PAGE 16
A Very Ill-Tempered Family
by
“I don’t care how many I do, if only I can,” said Bobby, drawing his willing arm across his steaming forehead. “I should like to have a fiery tail.”
“You can’t devour yourself once–let alone twelve times,” said I sternly. “Don’t be silly, Bob.”
It was not Bob I was impatient with in reality, it was Philip.
“If you really mean to desert the theatricals after all you promised, I would much rather try to do without you,” said I indignantly.
“Then you may!” retorted Philip. “I wash my hands of it and of the whole lot of you, and of every nursery entertainment henceforward!” and he got the fragments of his gun together with much clatter. But Charles had posted himself by the door to say his say, and to be ready to escape when he had said it.
“You’re ashamed of it, that’s it,” said he; “you want to sit among the grown-ups with a spy-glass, now you’ve got Apothecary Clinton’s son for a friend,”–and after this brief and insulting summary of the facts, Charles vanished. But Philip, white with anger, was too quick for him, and at the top of the back-stairs he dealt him such a heavy blow that Charles fell head-long down the first flight.
Alice and I flew to the rescue. I lived in dread of Philip really injuring Charles some day, for his blows were becoming serious ones as he grew taller and stronger, and his self-control did not seem to wax in proportion. And Charles’s temper was becoming very aggressive. On this occasion, as soon as he had regained breath, and we found that no bones were broken, it was only by main force that we held him back from pursuing Philip.
“I’ll hit him–I’ll stick to him,” he sobbed in his fury, shaking his head like a terrier, and doubling his fists. But he was rather sick with the fall, and we made him lie down to recover himself, whilst Alice, Bobby, and I laid our heads together to plan a substitute for Philip in the Dragon.
When bed-time came, and Philip was still absent, we became uneasy, and as I lay sleepless that night I asked myself if I had been to blame for the sulks in which he had gone off. In fits of passion Philip had often threatened to go away and never let us hear of him again. I knew that such things did happen, and it made me unhappy when he went off like this, although his threats had hitherto been no more than a common and rather unfair device of ill-temper.
CHAPTER VIII.
I HEAR FROM PHILIP–A NEW PART WANTED–I LOSE MY TEMPER–WE ALL LOSE OUR TEMPERS.
Next morning’s post brought the following letter from Philip:–
“MY DEAR ISOBEL,
“You need not bother about the Dragon–I’ll do it. But I wish you would put another character into the piece. It is for Clinton.
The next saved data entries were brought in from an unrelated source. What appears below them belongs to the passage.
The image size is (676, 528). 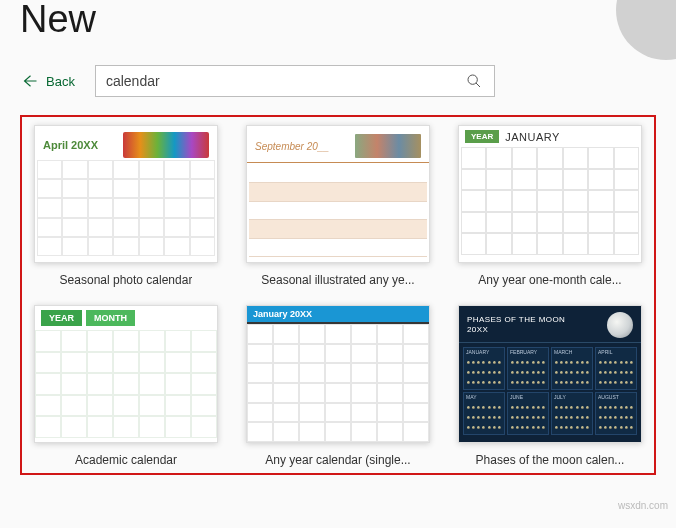 I want to click on thumb-month-label: April 20XX, so click(x=70, y=145).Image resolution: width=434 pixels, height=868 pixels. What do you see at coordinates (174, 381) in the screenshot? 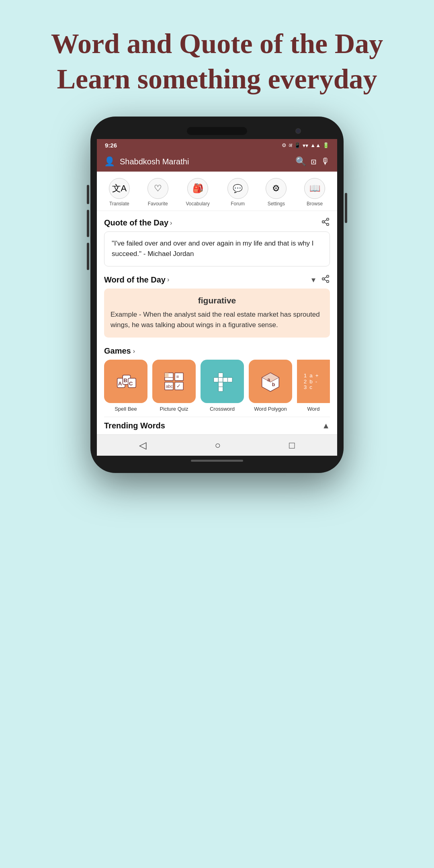
I see `picture-quiz-icon-box: ≡ abc ✓` at bounding box center [174, 381].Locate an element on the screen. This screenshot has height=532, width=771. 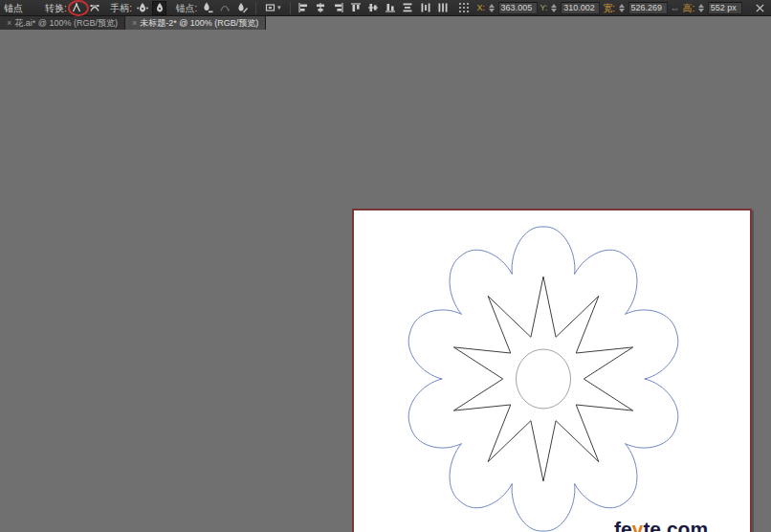
y-label: Y: is located at coordinates (544, 8).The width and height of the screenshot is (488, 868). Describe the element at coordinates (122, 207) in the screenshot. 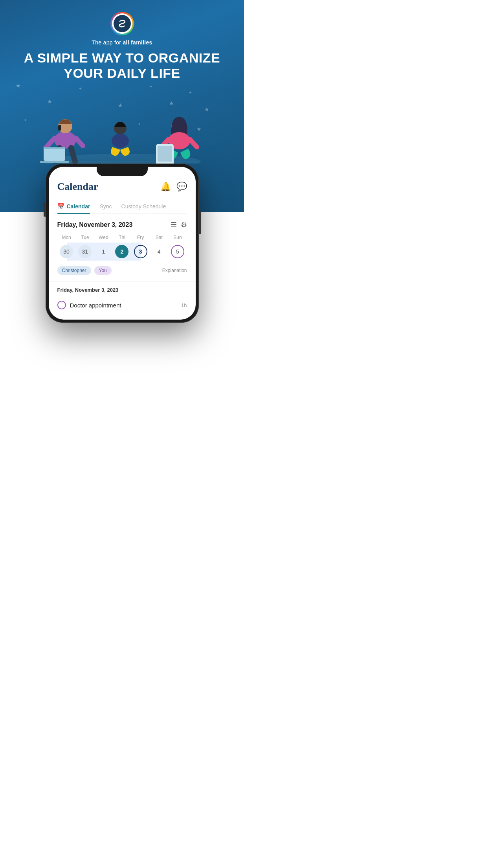

I see `tab-bar: 📅 Calendar Sync Custody Schedule` at that location.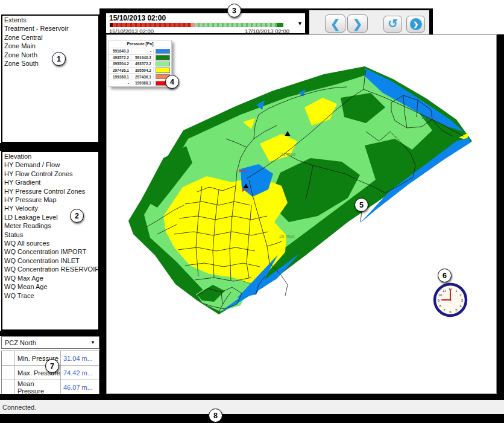  What do you see at coordinates (51, 191) in the screenshot?
I see `layer-list-item: HY Pressure Control Zones` at bounding box center [51, 191].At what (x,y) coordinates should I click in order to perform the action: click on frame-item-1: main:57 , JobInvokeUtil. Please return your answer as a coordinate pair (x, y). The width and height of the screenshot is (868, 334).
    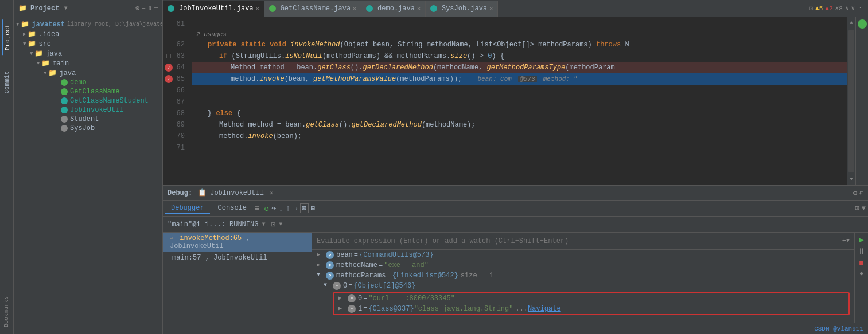
    Looking at the image, I should click on (238, 258).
He says he will act with us. He says he can do anything if it is a leading part. He has got black velvet knickerbockers and scarlet stockings, and he can have the tunic and cloak I wore last year, and the flap hat; and you must lend him your white ostrich feather. Make him some kind of a grandee. If you can’t, he must be the Prince, and Charles can do some of the Travellers. We are going out on the marsh this morning, but I shall be with you after luncheon, and Clinton in the evening. He does not want any rehearsing, only a copy of the plan. Let Alice make it, her writing is the clearest, and I wish she would make me a new one; I’ve torn mine, and it is so dirty, I shall never be able to read it inside the Dragon. Don’t forget.
“Your affectionate brother,
“PHILIP.”
There are limits to one’s patience, and with some of us they are not very wide. Philip had passed the bounds of mine, and my natural indignation was heightened by a sort of revulsion from last night’s anxiety on his account. His lordly indifference to other people’s feelings was more irritating than the trouble he gave us by changing his mind.